Showing posts with label film. Show all posts
Showing posts with label film. Show all posts

Thursday, 13 January 2011

Digital vs Film Debate

When I first began learning to take pictures, barely 10 years ago for the first time, film was very much the dominant medium. I had never heard of a digital camera, even in 2000. My first "proper" camera was the Nikon F65, and I still have it to this day. These days, I work exclusively in digital, with my trust workhorse Nikon D80 - but I still use a lot of my old kit.

I don't have much to say on the Digital vs Film debate that hasn't already been said. However, today while sitting in the gallery of the Camera Club, I came across these wise words from the Photograms Annual of 1895:

"It is quite possible that the man who first introduced a T-square or a compass, was looked upon as a charlatan, who succeeded in gaining accurate geometrical forms, by mechanical means, which had been before his time only possible after years of patient study. A few sordid draughtsmen, no doubt, saw a rival endangering their means of livelihood. For any draughtsmen to fear photography is obviously to write himself down incompetent, but now as then, incompetence is peculiarly fluent in defence of the position it has usurped. This attitude, however, belongs to a past order of things, and at present we find critics well able to distinguish between art and artifice, who are willing to credit the photographer with supreme control of the latter, and even to allow him a certain place within the limits of the temple of art itself."

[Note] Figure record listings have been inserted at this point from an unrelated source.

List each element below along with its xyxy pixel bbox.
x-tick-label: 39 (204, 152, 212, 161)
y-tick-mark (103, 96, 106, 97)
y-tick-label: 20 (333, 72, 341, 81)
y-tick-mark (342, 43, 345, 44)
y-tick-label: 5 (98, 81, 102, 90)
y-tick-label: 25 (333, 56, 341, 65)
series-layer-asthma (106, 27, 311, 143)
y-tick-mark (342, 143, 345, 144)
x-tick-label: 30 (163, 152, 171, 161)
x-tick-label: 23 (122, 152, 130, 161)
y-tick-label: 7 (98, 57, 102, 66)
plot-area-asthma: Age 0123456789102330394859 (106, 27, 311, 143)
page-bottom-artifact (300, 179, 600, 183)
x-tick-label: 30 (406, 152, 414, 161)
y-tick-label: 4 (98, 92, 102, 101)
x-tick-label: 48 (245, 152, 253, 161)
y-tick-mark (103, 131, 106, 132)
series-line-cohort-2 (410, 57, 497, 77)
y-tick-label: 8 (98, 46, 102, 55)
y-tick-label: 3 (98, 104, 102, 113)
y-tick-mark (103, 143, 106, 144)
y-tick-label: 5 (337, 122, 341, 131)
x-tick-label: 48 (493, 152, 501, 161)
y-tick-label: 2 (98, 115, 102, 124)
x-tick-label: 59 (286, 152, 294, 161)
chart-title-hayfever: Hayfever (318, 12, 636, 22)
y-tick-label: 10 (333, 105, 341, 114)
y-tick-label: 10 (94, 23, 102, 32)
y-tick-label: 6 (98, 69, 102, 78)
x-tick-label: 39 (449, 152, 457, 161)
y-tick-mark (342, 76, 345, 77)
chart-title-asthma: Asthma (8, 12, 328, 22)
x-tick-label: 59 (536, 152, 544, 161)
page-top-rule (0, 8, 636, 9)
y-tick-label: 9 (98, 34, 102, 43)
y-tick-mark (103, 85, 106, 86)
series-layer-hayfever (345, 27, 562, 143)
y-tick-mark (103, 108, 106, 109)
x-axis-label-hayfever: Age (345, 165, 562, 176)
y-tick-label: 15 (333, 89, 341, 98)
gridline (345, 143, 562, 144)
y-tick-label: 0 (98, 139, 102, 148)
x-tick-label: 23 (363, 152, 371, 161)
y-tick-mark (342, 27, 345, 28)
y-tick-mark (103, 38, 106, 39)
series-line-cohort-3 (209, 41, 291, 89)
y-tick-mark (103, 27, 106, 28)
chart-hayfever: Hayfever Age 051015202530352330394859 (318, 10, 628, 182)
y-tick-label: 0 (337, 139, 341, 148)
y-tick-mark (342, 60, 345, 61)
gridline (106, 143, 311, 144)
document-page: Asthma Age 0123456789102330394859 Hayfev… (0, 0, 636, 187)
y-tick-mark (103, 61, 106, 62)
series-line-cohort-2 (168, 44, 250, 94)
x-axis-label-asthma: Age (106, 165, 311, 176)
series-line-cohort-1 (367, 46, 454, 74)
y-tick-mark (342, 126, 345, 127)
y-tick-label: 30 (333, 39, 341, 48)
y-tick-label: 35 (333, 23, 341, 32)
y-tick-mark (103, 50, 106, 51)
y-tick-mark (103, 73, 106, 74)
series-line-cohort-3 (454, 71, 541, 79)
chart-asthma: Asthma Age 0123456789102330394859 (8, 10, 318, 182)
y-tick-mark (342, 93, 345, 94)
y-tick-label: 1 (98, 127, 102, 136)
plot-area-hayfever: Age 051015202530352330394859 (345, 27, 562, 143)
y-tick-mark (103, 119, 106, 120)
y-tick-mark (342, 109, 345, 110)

Perhaps such words apply equally to the "old school" Film and the "young pretender" of digital.

Sunday, 1 August 2010

Captured: America in Color, 1939 - 1943

The Denver Post has just added a stunning collection of images from 1939 - 1943, showing (largely) American rural life at the time. The gallery, titled Captured: America in Color, 1939 - 1943, shows just what was possible with colour film long before it became widely used in a consumer format. None of the images would rank as "famous", but they are evocative - particularly those of black Americans living alongside whites. Compare the work in the cotton fields to the 4th of July celebrations, especially, and the "Juke" joint.